Several dozen mayors and police chiefs attended the event, which centered on the theme “Making Cities Safer Through Community Policing.” Hosted at the Clinton Presidential Center, the conference featured remarks from former President Bill Clinton LAW ‘73 and U.S. Attorney General Eric Holder. Harp and Esserman led a panel discussion alongside Little Rock Mayor Mark Stodola. The officials honed in on the problems facing urban youth, and how collaboration among cities, police departments and schools can protect this population.

Shots fired are down 23 percent from this time last year, according to data released by the police department. The homicide rate is down slightly, as well. Last week’s “Crime in Connecticut” report revealed an additional 9 percent drop in overall crime from 2013 to 2014.

Officer David Hartman, media liaison for the NHPD, said Esserman reinvigorated community policing in New Haven when he took office in November 2011. By the end of that year, the homicide count had reached a 20-year high of 34 murders. Esserman said at the time he was going to take the NHPD in a new direction — placing the reinvigoration of community policing at the top of his agenda.

After Harp clinched the mayoral election last fall, Esserman was one of the first department heads she pledged to retain.

“A police chief is only as good as a mayor lets them be,” Esserman said Monday, reflecting on lessons from the trip. He added that Harp was received well at the conference.

In a press release last week, Harp said that she hoped to share New Haven’s progress in curbing crime, while also learning new strategies to successfully address public safety issues in the Elm City.

Harp and Esserman pointed to New Haven’s Youth Stat initiative, which holds weekly meetings for agencies to share data about school absences and transfers, as well as involvement in the juvenile justice system. The aim is to identify at-risk youth in the city. The city officials also cited the NHPS Community Resilience Initiative, the umbrella title given to a series of programs aimed at identifying and counseling school-age children suffering from violence-related trauma.

“We talked about hiring school resource officers and implementing afterschool programs to keep schools safe,” said Stodola, who has been mayor of Little Rock since 2007. “We agreed that the ability to build trust in neighborhoods would come from enhanced community policing.” Resource officers serve as public safety and security officials at schools, according to Stodola.

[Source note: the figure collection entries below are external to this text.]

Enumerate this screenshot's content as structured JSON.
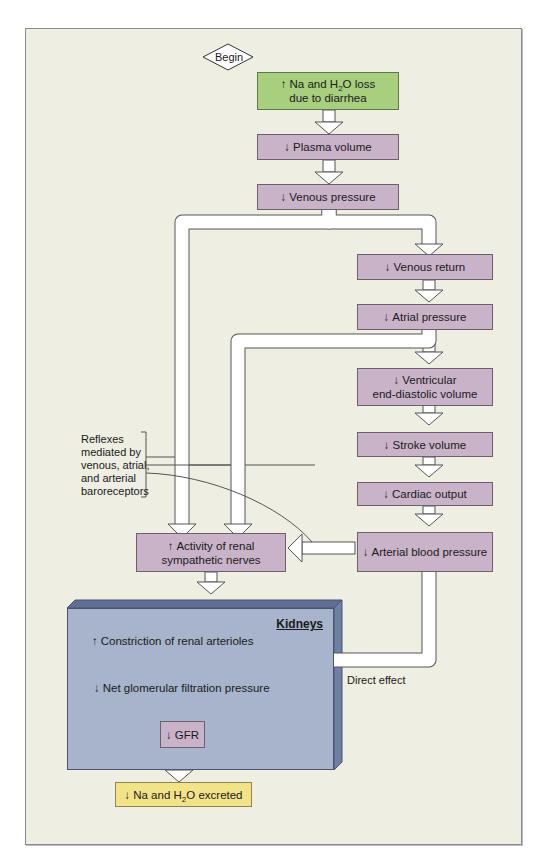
{
  "begin_label": "Begin",
  "nodes": {
    "start": {
      "arrow": "↑",
      "line1_pre": "Na and H",
      "sub": "2",
      "line1_post": "O loss",
      "line2": "due to diarrhea"
    },
    "plasma_volume": {
      "arrow": "↓",
      "label": "Plasma volume"
    },
    "venous_pressure": {
      "arrow": "↓",
      "label": "Venous pressure"
    },
    "venous_return": {
      "arrow": "↓",
      "label": "Venous return"
    },
    "atrial_pressure": {
      "arrow": "↓",
      "label": "Atrial pressure"
    },
    "ventricular_edv": {
      "arrow": "↓",
      "line1": "Ventricular",
      "line2": "end-diastolic volume"
    },
    "stroke_volume": {
      "arrow": "↓",
      "label": "Stroke volume"
    },
    "cardiac_output": {
      "arrow": "↓",
      "label": "Cardiac output"
    },
    "arterial_bp": {
      "arrow": "↓",
      "label": "Arterial blood pressure"
    },
    "renal_sympathetic": {
      "arrow": "↑",
      "line1": "Activity of renal",
      "line2": "sympathetic nerves"
    },
    "gfr": {
      "arrow": "↓",
      "label": "GFR"
    },
    "excreted": {
      "arrow": "↓",
      "pre": "Na and H",
      "sub": "2",
      "post": "O excreted"
    }
  },
  "kidneys": {
    "title": "Kidneys",
    "constriction": {
      "arrow": "↑",
      "label": "Constriction of renal arterioles"
    },
    "net_filtration": {
      "arrow": "↓",
      "label": "Net glomerular filtration pressure"
    }
  },
  "annotations": {
    "reflexes": [
      "Reflexes",
      "mediated by",
      "venous, atrial,",
      "and arterial",
      "baroreceptors"
    ],
    "direct_effect": "Direct effect"
  },
  "colors": {
    "background": "#eeeee2",
    "start_box": "#a8cf7e",
    "step_box": "#c9b3c9",
    "end_box": "#f2e389",
    "kidneys": "#a7b4cb",
    "kidneys_side": "#6e80a6"
  }
}
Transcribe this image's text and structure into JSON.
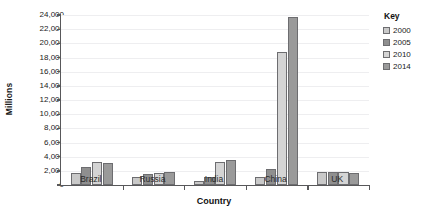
{
  "chart_data": {
    "type": "bar",
    "title": "",
    "xlabel": "Country",
    "ylabel": "Millions",
    "categories": [
      "Brazil",
      "Russia",
      "India",
      "China",
      "UK"
    ],
    "series": [
      {
        "name": "2000",
        "values": [
          1700,
          1200,
          500,
          1200,
          1800
        ],
        "color": "#c9c9c9"
      },
      {
        "name": "2005",
        "values": [
          2600,
          1500,
          1200,
          2300,
          1800
        ],
        "color": "#8f8f8f"
      },
      {
        "name": "2010",
        "values": [
          3300,
          1700,
          3300,
          18800,
          1900
        ],
        "color": "#d4d4d4"
      },
      {
        "name": "2014",
        "values": [
          3100,
          1900,
          3600,
          23700,
          1700
        ],
        "color": "#9a9a9a"
      }
    ],
    "ylim": [
      0,
      24000
    ],
    "yticks": [
      "0",
      "2,000",
      "4,000",
      "6,000",
      "8,000",
      "10,000",
      "12,000",
      "14,000",
      "16,000",
      "18,000",
      "20,000",
      "22,000",
      "24,000"
    ],
    "ytick_values": [
      0,
      2000,
      4000,
      6000,
      8000,
      10000,
      12000,
      14000,
      16000,
      18000,
      20000,
      22000,
      24000
    ],
    "grid": true,
    "legend_position": "right",
    "legend_title": "Key"
  },
  "legend": {
    "title": "Key",
    "items": [
      {
        "label": "2000"
      },
      {
        "label": "2005"
      },
      {
        "label": "2010"
      },
      {
        "label": "2014"
      }
    ]
  },
  "axes": {
    "x_title": "Country",
    "y_title": "Millions"
  },
  "title_clip": ""
}
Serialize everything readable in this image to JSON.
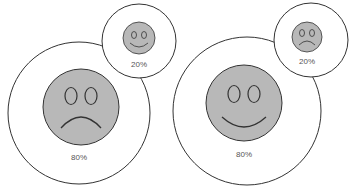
{
  "diagrams": [
    {
      "name": "left",
      "main": {
        "mood": "sad",
        "label": "80%"
      },
      "inset": {
        "mood": "happy",
        "label": "20%"
      }
    },
    {
      "name": "right",
      "main": {
        "mood": "happy",
        "label": "80%"
      },
      "inset": {
        "mood": "sad",
        "label": "20%"
      }
    }
  ],
  "colors": {
    "face_fill": "#b8b8b8",
    "stroke": "#333333",
    "circle_fill": "#ffffff"
  }
}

Stodola added that the panel discussed how to strengthen mayor and police chief relationships as well as how city officials can effectively communicate with media.

This year’s conference of mayors also celebrated the 20th anniversary of the Community-Oriented Policing Services, or COPS, a program that was signed into law during the Clinton Administration.

Under COPS, 100,000 new police officers were hired to patrol the streets of cities around the country.

“[The conference] was an opportunity to reflect on the gains we’ve made in twenty years, but also to see how far we have to go,” Stodola said. “The more police officers that patrol by foot or on bicycles as opposed to insulated from the community in vehicles, the better.”

The U.S. Conference of Mayors has been meeting several times a year since its establishment in 1932.